“But he pins it instead upon yours—which is quite as public. Ah, Richard, she is a sad dare-devil!” and she went on to tell him of some of the scenes of the past months. He had feared for her from the first, and in his mother’s parlour he caught her arm almost fiercely:—
“Are you mad that you jeopardize yourself in this way?”
“Mistress Strudwick is over-alarmed; I can take care of myself,” she answered, a trifle hotly.
But he was not satisfied; one word brought on another, and they were nearly quarrelling when Betty came to say his dinner was ready.
“Joscelyn,” he whispered, with a sudden softening of manner as they went down the hall, and he took her hand and laid in it a shining gold piece, “this is all the gold I have in the world; it was to have paid the price of my flight, but the fisherwoman would not have it. Keep it for me till the war is done—I have a special purpose for it.”

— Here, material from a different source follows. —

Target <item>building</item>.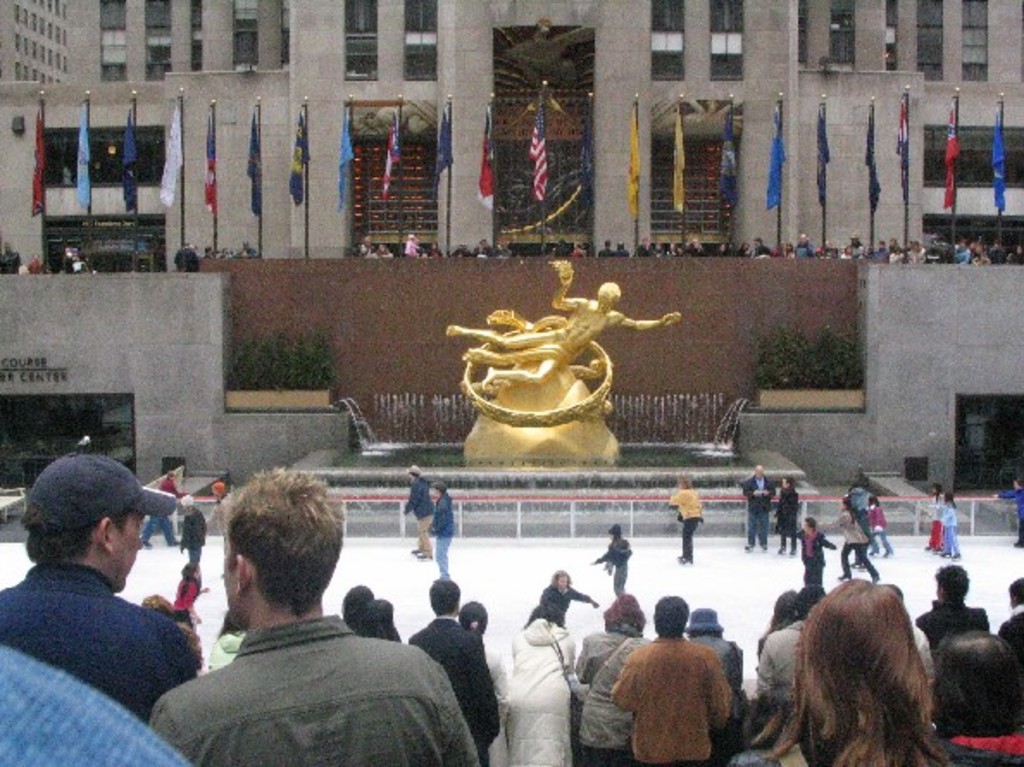
Target region: <bbox>0, 0, 1022, 272</bbox>.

After dinner the neighbours came with their letters and farewells, and he had no further talk alone with Joscelyn. She bade him a very gentle good-by, however, and ran across to her own balcony opposite, while he comforted his mother and Betty and said farewell to the assembled friends. When he was mounted and had waved them a last adieu, he made his horse curvet as though loath to start, and so brought up close to the rail of the opposite balcony.
“Joscelyn, keep the gold piece safe and in some hallowed place, for when the war is done it shall be made into our wedding ring—’tis for that I saved it. Good-by, sweetheart.”
And then he was gone as he had come, with a free rein and a ringing hoof beat; and the crowd behind broke into small groups to discuss the news he had brought, while the girl leaning on the veranda across the way, turned a shining coin in her hand, looking at it pensively, with a curious light in her eyes.